A weekly collection of education-related news from around the web.

Nicholas Carr Reviews Tim Berners-Lee’s Memoir

“Not all technologies improve people’s lives. Just as Berners-Lee’s now omnipresent web shapes industries and markets, it shapes its users’ thoughts, perceptions, and relationships. As we’re slowly coming to understand, human beings did not evolve to be virtual creatures in a computer-generated world. The internet operates at a scale and speed that conflict with the […]

On Eliza, The Original Chatbot, And Its Creator’s Reflections On AI

“What makes us most human, Weizenbaum had come to believe, is what is least computable about us—the connections between our mind and our body, the experiences that shape our memory and our thinking, our capacity for emotion and empathy. The great danger we face as we become more intimately involved with our computers—as we come […]

Nicholas Carr On AI In Learning

“Shirky senses a growing “sadness” among students as they become more dependent on AI. They feel compelled to use the technology even though they know it’s sapping their learning — and foreclosing the intellectual possibilities that learning opens, the satisfactions that come with doing or grasping something hard.”

Nicholas Carr: “Truth Doesn’t Scale”

“Fact checking works, if imperfectly, in traditional publishing because it’s conducted by a small set of people who share similar values and goals. They may have different views about any number of matters, but they hold a common belief in the standards of journalism, a belief that the accuracy of information is a public good… […]

“Out Of The Landscape, Into The Portrait”

“Thanks to the lateral placement of our two eyes in our head, we see the world in something like Cinemascope. Our horizontal field of vision spans about 180 degrees, while our vertical field is limited to about 130 degrees. The horizontal bias makes sense in evolutionary terms… Now imagine being forced to wear blinders and […]

Issues

Every week I send out articles I encounter from around the web. Subject matter ranges from hard knowledge about teaching to research about creativity and cognitive science to stories from other industries that, by analogy, inform what we do as educators. This breadth helps us see our work in new ways.

Readers include teachers, school leaders, university overseers, conference organizers, think tank workers, startup founders, nonprofit leaders, and people who are simply interested in what’s happening in education. They say it helps them keep tabs on what matters most in the conversation surrounding schools, teaching, learning, and more.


→ WORK ITEM:
Your task is to copy every line of the records below that contains "Global".

→ SUPPLIED RECORDS:

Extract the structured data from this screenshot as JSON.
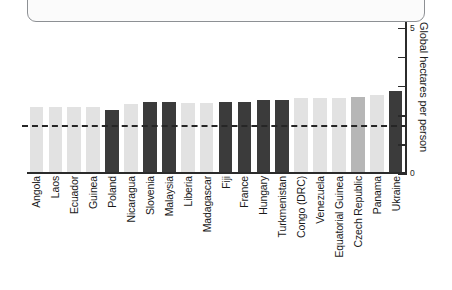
{
  "chart_data": {
    "type": "bar",
    "title": "",
    "subtitle": "",
    "xlabel": "",
    "ylabel": "Global hectares per person",
    "ylim": [
      0,
      5.2
    ],
    "yticks": [
      0,
      1,
      2,
      3,
      4,
      5
    ],
    "ytick_labels": [
      "0",
      "",
      "",
      "",
      "",
      "5"
    ],
    "grid": false,
    "legend": "none",
    "orientation": "vertical",
    "reference_line": {
      "value": 1.6,
      "style": "dashed",
      "color": "#262626"
    },
    "categories": [
      "Angola",
      "Laos",
      "Ecuador",
      "Guinea",
      "Poland",
      "Nicaragua",
      "Slovenia",
      "Malaysia",
      "Liberia",
      "Madagascar",
      "Fiji",
      "France",
      "Hungary",
      "Turkmenistan",
      "Congo (DRC)",
      "Venezuela",
      "Equatorial Guinea",
      "Czech Republic",
      "Panama",
      "Ukraine"
    ],
    "values": [
      2.26,
      2.26,
      2.26,
      2.26,
      2.16,
      2.36,
      2.43,
      2.43,
      2.4,
      2.4,
      2.46,
      2.46,
      2.53,
      2.53,
      2.57,
      2.57,
      2.6,
      2.63,
      2.67,
      2.81
    ],
    "bar_colors": [
      "light",
      "light",
      "light",
      "light",
      "dark",
      "light",
      "dark",
      "dark",
      "light",
      "light",
      "dark",
      "dark",
      "dark",
      "dark",
      "light",
      "light",
      "light",
      "mid",
      "light",
      "dark"
    ],
    "palette": {
      "light": "#e2e2e2",
      "mid": "#b6b6b6",
      "dark": "#3b3b3b",
      "axis": "#2b2b2b",
      "text": "#1a1a1a"
    }
  },
  "axis": {
    "y_title": "Global hectares per person",
    "tick_top_label": "5",
    "tick_bottom_label": "0"
  },
  "top_panel": {
    "content": ""
  }
}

→ ANSWER:
    "ylabel": "Global hectares per person",
    "y_title": "Global hectares per person",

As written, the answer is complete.